Humans have a mechanism that allows that them have experiences (as if) of things that aren’t there, which is employed in dreaming, visualisation and hallucination. Whether that mechanism is also involved in veridical perception is a perfectly valid empirical question. It can be settled by science.
There is an issue about whether perception is defined in a way that absolutely requires a real object of perception. That is an entirely semantic issue. You can solve it without performing experiments. (Or just side step it by using different words for veridical perception and other kinds).

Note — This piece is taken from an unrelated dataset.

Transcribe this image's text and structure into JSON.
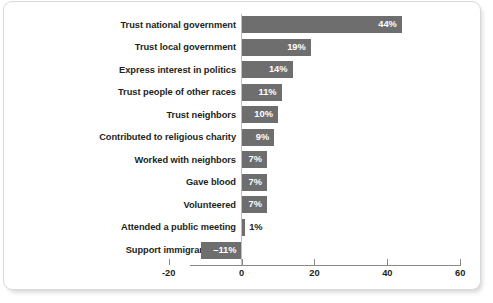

There is also a much thornier,and much more genuinely philosophical question about how much veridical perception is influenced by perceptual mechanisms and cognitive frameworks. Naive realism says “zero” but naive realism is scientifically false.
There’s a sense in which debates over the concept “perception” are purely conceptual, but they’re not just a matter of using a different word. This is what I was getting at by cognitive qualia: conceptual debates can shape how you experience the world.

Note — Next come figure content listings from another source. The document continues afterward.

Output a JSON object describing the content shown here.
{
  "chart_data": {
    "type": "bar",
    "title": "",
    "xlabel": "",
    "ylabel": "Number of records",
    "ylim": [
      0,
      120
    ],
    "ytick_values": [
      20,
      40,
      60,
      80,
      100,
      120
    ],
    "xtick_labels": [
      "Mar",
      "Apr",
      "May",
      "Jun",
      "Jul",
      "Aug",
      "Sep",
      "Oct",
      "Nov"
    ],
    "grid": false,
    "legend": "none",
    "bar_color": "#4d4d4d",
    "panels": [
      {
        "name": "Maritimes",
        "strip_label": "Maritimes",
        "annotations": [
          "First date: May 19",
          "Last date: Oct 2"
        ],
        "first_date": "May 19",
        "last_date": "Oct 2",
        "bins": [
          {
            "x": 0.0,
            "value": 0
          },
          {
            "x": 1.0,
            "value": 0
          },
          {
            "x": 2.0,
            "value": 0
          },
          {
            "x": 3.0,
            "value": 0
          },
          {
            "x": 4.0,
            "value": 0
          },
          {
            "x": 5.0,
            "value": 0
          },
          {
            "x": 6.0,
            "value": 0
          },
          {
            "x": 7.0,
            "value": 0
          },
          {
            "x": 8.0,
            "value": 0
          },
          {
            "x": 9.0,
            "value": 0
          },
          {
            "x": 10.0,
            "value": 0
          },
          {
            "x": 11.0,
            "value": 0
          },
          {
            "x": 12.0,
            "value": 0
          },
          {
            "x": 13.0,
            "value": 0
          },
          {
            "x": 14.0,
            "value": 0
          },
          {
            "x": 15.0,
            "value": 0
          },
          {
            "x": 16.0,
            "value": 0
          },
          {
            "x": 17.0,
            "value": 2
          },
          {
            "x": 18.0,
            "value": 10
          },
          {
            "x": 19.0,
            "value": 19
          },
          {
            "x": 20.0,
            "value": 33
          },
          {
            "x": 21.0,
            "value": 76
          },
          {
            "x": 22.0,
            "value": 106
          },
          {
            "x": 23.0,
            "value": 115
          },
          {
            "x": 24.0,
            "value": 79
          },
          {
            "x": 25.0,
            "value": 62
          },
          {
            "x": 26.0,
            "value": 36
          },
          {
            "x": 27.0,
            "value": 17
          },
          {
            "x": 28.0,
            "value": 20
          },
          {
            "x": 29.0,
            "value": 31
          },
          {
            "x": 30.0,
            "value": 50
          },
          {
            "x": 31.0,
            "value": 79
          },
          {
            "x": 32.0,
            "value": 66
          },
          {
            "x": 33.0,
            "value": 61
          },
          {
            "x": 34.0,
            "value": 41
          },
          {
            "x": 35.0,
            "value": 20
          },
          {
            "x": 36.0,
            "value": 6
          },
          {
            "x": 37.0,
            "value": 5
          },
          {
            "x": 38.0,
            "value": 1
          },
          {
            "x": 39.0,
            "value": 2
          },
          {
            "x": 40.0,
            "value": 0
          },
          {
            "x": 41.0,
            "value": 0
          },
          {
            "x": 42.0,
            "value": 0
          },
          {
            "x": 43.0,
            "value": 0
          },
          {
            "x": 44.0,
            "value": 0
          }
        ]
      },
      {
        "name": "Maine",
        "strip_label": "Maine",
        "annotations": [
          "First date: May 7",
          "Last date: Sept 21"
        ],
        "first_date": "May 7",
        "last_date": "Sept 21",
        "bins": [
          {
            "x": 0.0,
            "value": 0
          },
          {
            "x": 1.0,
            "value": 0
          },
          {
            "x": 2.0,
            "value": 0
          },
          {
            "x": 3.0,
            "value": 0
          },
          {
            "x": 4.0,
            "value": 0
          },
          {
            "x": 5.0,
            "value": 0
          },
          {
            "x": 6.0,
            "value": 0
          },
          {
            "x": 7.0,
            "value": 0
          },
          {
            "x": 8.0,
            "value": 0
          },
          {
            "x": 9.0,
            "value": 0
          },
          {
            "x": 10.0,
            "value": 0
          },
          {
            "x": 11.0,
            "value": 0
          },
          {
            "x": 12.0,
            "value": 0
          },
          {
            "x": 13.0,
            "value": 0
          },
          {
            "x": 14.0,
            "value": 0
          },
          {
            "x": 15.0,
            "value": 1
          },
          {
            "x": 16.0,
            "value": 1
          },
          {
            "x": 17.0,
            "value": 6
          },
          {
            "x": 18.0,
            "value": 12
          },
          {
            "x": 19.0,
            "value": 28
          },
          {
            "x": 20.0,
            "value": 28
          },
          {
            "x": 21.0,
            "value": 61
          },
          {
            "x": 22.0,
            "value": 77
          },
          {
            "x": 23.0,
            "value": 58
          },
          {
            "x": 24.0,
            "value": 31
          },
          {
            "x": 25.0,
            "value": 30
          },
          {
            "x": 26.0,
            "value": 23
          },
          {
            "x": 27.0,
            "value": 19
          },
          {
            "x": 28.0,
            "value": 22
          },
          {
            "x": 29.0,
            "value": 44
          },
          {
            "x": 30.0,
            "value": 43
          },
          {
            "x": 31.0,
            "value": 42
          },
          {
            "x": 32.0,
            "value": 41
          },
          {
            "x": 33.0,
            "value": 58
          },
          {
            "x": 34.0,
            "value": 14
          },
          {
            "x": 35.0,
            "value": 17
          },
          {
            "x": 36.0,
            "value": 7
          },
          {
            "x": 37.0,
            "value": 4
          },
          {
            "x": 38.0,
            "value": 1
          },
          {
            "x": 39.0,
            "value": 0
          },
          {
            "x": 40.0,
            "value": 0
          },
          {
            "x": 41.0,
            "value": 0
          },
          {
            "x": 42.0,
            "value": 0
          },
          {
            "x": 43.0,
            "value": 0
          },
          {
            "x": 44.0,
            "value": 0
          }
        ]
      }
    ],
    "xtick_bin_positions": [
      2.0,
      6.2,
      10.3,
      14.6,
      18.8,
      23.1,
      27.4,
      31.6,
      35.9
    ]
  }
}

There’s a sense in which debates over the concept “perception” are purely conceptual
I never asserted that they were.
What’s the difference between conceiving differently and mapping differently? Not a lot. In the special case where two maps have identical structures, they slice-and-dice the territory identically, then it doesn’t much matter how you label the components.

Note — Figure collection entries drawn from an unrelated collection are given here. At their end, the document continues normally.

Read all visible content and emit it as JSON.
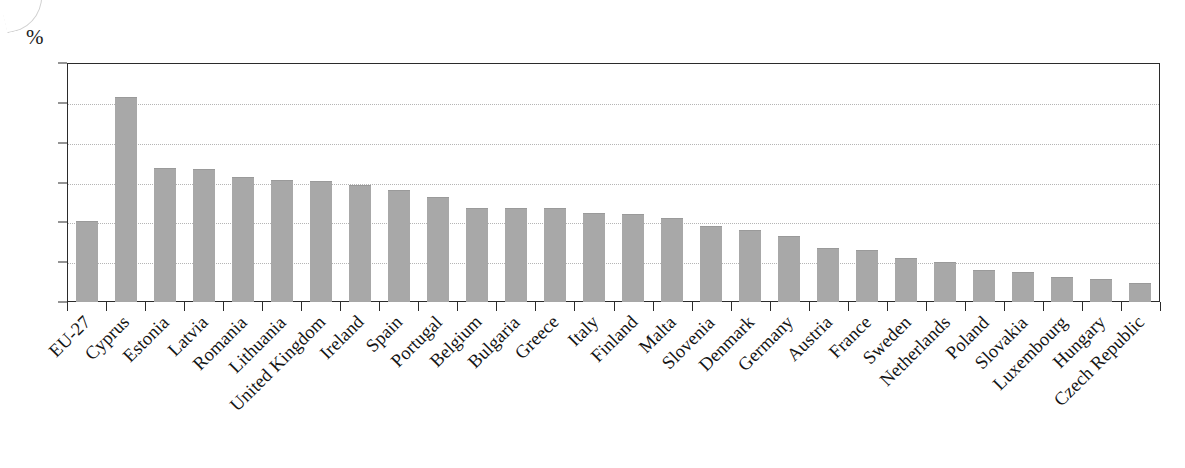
{
  "chart_data": {
    "type": "bar",
    "title": "",
    "subtitle": "",
    "xlabel": "",
    "ylabel": "%",
    "unit_label": "%",
    "ylim": [
      0,
      60
    ],
    "ytick_step": 10,
    "yticks": [
      "0",
      "10",
      "20",
      "30",
      "40",
      "50",
      "60"
    ],
    "grid": true,
    "grid_orientation": "horizontal",
    "grid_style": "dotted",
    "legend": null,
    "legend_position": "none",
    "bar_color": "#a8a8a8",
    "axis_color": "#2b2b2b",
    "gridline_color": "#b5b5b5",
    "categories": [
      "EU-27",
      "Cyprus",
      "Estonia",
      "Latvia",
      "Romania",
      "Lithuania",
      "United Kingdom",
      "Ireland",
      "Spain",
      "Portugal",
      "Belgium",
      "Bulgaria",
      "Greece",
      "Italy",
      "Finland",
      "Malta",
      "Slovenia",
      "Denmark",
      "Germany",
      "Austria",
      "France",
      "Sweden",
      "Netherlands",
      "Poland",
      "Slovakia",
      "Luxembourg",
      "Hungary",
      "Czech Republic"
    ],
    "values": [
      20.0,
      51.3,
      33.4,
      33.2,
      31.1,
      30.3,
      30.2,
      29.0,
      27.8,
      26.0,
      23.3,
      23.3,
      23.3,
      22.0,
      21.9,
      20.8,
      18.8,
      17.8,
      16.3,
      13.3,
      12.8,
      10.8,
      9.8,
      7.7,
      7.2,
      6.0,
      5.6,
      4.4
    ]
  }
}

In every other case, conceiving differently is mapping differently.
“Direct perception” and “indirect perception” aren’t just equivalent labels for the same structure, they indicate different structures, a two stage one , and a three state one. They work the same end-to-end, as blank boxes … but we are not limited to viewing perception as a black box, we can peak inside using brain scanners.
Direct and indirect perception are different maps that can succeed or fail in corresponding to the territory, and we can check that.
This is what I was getting at by cognitive qualia: conceptual debates can shape how you experience the world.
That may be the case, but it doesn’t mean all the other issues are purely conceptual.
Humans have a mechanism that allows that them have experiences (as if) of things that aren’t there, which is employed in dreaming, visualisation and hallucination. Whether that mechanism is also involved in veridical perception is a perfectly valid empirical question. It can be settled by science.
There is an issue about whether perception is defined in a way that absolutely requires a real object of perception. That is an entirely semantic issue. You can solve it without performing experiments. (Or just side step it by using different words for veridical perception and other kinds).
There is also a much thornier,and much more genuinely philosophical question about how much veridical perception is influenced by perceptual mechanisms and cognitive frameworks. Naive realism says “zero” but naive realism is scientifically false.
There’s a sense in which debates over the concept “perception” are purely conceptual, but they’re not just a matter of using a different word. This is what I was getting at by cognitive qualia: conceptual debates can shape how you experience the world.
I never asserted that they were.
What’s the difference between conceiving differently and mapping differently? Not a lot. In the special case where two maps have identical structures, they slice-and-dice the territory identically, then it doesn’t much matter how you label the components.
In every other case, conceiving differently is mapping differently.
“Direct perception” and “indirect perception” aren’t just equivalent labels for the same structure, they indicate different structures, a two stage one , and a three state one. They work the same end-to-end, as blank boxes … but we are not limited to viewing perception as a black box, we can peak inside using brain scanners.
Direct and indirect perception are different maps that can succeed or fail in corresponding to the territory, and we can check that.
That may be the case, but it doesn’t mean all the other issues are purely conceptual.